The Best Guide

Smithsonian exhibition traces European and American fascination with Indian devotion

“Strange and Wondrous: Prints of India From the Robert J. Del Bonta Collection,” on view Oct. 19–Jan. 5, 2014, at the Smithsonian’s Arthur M. Sackler Gallery, presents 50 printed works that trace European and American documentation of Indian ascetics, deities and religious ceremony.

Smithsonian exhibition traces European and American fascination with Indian devotion
“Narayana ou Vatapatrakai.” Jean Henri Marlet (1771–1847) and Co. after A. Geringer (19th century). Hand-colored lithograph on paper. From or after a French copy of J. J. Chabrelie, A. Geringer, Eugene Burnouf, and Eugene Jacquet, L’Inde Francaise (French India) (Paris: Chabrelie, 1827–35). Robert J. Del Bonta collection, E079 [Credit: Smithsonian]
As global travel boomed from the 16th to the 20th century, Europeans and Americans became increasingly fascinated with Indian culture. Merchants, missionaries and soldiers alike documented their encounters in India and foreign lands through detailed texts and illustrations. These accounts—regularly edited, amended and reprinted in publications as varied as atlases, trading cards, memoirs and magazines—became the paradigm for all that Europeans and Americans found strange, exotic, repulsive or remarkable in India.

Created using a wide variety of techniques, such as engraving, aquatint, lithography and photogravure, these prints demonstrate how perceptions of Indian culture shifted through the centuries, from the European Enlightenment to the period of colonial expansion and into modernity.

“As a collector, Del Bonta not only pays immense attention to the subjects that captivated Europeans and Americans, but also to the multiple versions of popular prints as they travelled across countries, languages and time,” said Holly Shaffer, guest curator and Yale University doctoral candidate. “His collection allows scholars to trace how Europeans and Americans learned about India, and reminds us to always question the ‘truth-value’ of images that often have a very long train to their visual history.”

The spread of images represented in “Strange and Wondrous” led to broader knowledge and interest in Indian culture—but also to the creation and proliferation of negative stereotypes. Ascetics, or religious figures (often termed “yogis and “fakirs”), with their otherworldly, naked appearance and austere practices, were depicted as supernatural beings, devout penitents, militants, tricksters and beggars. Religious ceremonies, such as swinging from hooks (charak puja), were often interpreted in a Christian framework, rather than a Hindu one, leading to misconceptions of devotees as sinners and fanatics. Deities such as the Hindu god Shiva were cataloged as lovers and drug users feeding generalizations of India as a sensual, spiritual land.

American publications added another layer of satire to their interpretation of exotic cultural practices. A 1943 cover of the Saturday Evening Post illustrated by Norman Rockwell shows the beloved World War II character Willie Gillis outwitting an Indian ascetic with the children’s game “cat’s cradle,” a visual pun of the infamous “Indian rope trick.” Here an American GI has duped the once-powerful Indian yogi, and while it is perhaps a nod to American soldiers’ wily abilities during wartime, the stereotype of India remains intact.

“Strange and Wondrous” will be on view in conjunction with “Yoga: The Art of Transformation”—the world’s first exhibition on the art of yoga—which also opens Oct. 19 at the Sackler Gallery.

Del Bonta—a polymath scholar, curator, collector and jeweler—began to collect prints related to India while completing his doctorate in South Asian art history at the University of Michigan in the 1970s. His extensive collection includes more than 2,000 loose prints and thousands more bound within books, spanning genres from Indian calendar prints, ephemera, painting and sculpture to British Raj-era publications and subjects such as ornament, flora and fauna, Indian ascetics, deities and religious ceremony.

Visitors can learn more about the layers of fact and fiction in “Strange and Wondrous” through a conversation with Del Bonta, Shaffer and Freer and Sackler curator Debra Diamond Saturday, Oct. 19, at 2 p.m. Part of the series “Articulations,”the conversation will reveal Del Bonta’s collecting process, the relationship between prints and technology and popular perceptions of India.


EXERCISE - Within the listing below, filter for "base" and copy every matching line.

══════════

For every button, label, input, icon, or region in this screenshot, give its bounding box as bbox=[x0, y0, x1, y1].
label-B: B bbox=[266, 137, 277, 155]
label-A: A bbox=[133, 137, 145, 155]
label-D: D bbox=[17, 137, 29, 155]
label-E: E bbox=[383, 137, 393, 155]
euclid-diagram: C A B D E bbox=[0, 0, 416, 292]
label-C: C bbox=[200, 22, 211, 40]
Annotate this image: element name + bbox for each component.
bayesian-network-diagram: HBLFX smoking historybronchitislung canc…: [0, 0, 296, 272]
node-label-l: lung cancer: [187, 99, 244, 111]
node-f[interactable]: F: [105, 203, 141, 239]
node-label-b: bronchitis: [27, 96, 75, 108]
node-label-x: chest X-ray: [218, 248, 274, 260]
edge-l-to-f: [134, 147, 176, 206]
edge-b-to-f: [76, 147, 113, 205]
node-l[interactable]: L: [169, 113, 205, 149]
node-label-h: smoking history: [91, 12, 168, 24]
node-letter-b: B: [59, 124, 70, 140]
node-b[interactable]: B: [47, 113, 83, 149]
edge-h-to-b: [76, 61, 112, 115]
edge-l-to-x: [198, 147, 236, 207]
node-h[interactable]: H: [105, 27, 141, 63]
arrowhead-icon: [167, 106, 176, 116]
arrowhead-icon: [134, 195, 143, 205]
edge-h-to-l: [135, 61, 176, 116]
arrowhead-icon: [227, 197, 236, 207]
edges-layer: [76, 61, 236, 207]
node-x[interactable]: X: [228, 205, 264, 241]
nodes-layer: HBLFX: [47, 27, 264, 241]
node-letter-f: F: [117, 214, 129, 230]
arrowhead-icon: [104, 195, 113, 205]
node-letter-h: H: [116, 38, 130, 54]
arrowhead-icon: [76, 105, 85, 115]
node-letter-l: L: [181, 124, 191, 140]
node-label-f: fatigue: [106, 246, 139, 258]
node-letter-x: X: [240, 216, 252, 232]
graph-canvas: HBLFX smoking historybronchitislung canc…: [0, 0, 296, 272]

══════════

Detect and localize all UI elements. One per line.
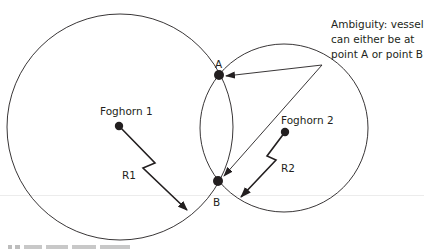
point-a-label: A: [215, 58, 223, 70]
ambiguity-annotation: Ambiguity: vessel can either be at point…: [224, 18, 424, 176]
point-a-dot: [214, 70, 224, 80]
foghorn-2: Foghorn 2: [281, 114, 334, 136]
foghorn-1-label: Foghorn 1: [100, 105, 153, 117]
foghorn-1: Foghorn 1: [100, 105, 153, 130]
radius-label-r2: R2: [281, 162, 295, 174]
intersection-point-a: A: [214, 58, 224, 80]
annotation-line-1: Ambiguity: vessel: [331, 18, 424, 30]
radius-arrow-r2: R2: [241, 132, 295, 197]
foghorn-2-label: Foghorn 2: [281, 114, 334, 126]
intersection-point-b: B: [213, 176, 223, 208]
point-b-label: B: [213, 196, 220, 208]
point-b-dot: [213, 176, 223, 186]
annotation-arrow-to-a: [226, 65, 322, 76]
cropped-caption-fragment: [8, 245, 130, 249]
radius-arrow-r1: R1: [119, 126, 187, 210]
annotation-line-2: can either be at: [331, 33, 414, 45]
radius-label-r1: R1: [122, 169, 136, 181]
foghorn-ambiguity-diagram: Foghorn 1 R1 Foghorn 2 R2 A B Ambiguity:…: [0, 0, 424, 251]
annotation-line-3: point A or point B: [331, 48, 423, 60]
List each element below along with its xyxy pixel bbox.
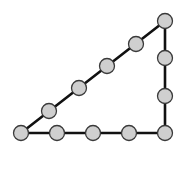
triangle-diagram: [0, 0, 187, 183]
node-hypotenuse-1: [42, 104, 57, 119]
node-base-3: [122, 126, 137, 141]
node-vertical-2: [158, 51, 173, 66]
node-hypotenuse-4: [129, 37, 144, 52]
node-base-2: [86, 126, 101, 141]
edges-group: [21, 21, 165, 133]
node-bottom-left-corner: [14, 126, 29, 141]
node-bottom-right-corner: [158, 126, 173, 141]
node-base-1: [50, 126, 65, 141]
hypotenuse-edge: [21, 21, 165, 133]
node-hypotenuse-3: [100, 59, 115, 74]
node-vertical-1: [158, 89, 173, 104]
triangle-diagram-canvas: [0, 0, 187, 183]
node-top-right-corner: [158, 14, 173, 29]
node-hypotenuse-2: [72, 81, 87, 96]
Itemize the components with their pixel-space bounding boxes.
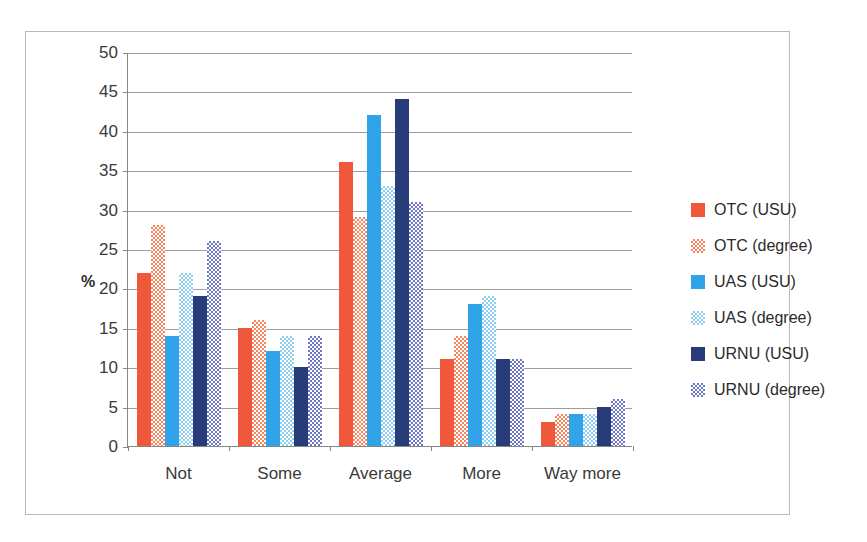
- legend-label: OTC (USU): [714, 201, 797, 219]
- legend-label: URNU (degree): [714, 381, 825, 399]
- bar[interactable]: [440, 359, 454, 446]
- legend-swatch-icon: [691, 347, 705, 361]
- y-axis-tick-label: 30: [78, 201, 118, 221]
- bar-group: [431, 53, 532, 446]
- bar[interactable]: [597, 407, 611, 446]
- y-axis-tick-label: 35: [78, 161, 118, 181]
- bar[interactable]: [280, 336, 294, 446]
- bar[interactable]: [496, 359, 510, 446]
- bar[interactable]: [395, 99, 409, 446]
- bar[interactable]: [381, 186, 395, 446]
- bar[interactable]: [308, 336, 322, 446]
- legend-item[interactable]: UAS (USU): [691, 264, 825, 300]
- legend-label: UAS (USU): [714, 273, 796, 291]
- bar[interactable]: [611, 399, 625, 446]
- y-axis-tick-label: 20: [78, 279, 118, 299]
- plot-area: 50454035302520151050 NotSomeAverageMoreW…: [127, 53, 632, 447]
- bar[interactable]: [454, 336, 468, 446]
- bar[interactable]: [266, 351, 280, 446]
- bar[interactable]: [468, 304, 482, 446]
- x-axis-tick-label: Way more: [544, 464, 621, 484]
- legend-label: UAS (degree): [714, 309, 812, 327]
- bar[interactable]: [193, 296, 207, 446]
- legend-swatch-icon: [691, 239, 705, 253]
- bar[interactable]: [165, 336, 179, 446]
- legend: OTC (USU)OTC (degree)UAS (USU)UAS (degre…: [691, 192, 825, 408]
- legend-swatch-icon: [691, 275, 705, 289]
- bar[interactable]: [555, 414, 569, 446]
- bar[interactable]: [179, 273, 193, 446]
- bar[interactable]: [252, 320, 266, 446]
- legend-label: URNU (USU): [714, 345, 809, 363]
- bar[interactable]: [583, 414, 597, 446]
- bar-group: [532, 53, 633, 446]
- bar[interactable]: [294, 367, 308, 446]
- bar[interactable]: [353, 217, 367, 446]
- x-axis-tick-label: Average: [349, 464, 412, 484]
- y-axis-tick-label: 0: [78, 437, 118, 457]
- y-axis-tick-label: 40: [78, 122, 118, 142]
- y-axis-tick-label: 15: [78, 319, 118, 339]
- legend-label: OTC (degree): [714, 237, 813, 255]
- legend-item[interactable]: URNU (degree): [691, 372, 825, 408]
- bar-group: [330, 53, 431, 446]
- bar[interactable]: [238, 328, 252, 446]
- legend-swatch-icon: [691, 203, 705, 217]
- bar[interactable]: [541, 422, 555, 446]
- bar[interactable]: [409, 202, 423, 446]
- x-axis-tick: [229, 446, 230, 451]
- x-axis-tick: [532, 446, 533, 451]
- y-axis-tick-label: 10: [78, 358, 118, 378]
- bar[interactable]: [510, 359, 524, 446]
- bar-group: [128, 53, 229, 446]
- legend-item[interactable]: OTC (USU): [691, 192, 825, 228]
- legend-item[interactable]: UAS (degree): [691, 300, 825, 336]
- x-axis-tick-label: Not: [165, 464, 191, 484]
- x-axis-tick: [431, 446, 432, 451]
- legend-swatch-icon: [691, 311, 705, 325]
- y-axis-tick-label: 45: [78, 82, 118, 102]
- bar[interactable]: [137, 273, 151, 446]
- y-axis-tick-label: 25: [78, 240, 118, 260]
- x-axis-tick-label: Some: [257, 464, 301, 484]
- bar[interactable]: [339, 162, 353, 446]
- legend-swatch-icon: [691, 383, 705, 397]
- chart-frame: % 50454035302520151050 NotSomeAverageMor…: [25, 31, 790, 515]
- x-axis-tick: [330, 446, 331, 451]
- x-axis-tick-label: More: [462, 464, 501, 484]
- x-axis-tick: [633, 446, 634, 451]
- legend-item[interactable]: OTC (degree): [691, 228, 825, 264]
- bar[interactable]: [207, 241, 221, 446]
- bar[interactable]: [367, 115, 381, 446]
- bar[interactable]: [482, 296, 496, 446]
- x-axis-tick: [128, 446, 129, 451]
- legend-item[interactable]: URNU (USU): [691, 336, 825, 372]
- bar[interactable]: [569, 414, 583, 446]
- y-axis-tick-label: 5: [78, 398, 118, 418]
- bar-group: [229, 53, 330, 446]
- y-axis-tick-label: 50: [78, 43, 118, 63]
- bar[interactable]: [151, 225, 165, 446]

══════════

SOLVED EXERCISE -
node-base-3: [122, 126, 137, 141]
node-base-2: [86, 126, 101, 141]
node-base-1: [50, 126, 65, 141]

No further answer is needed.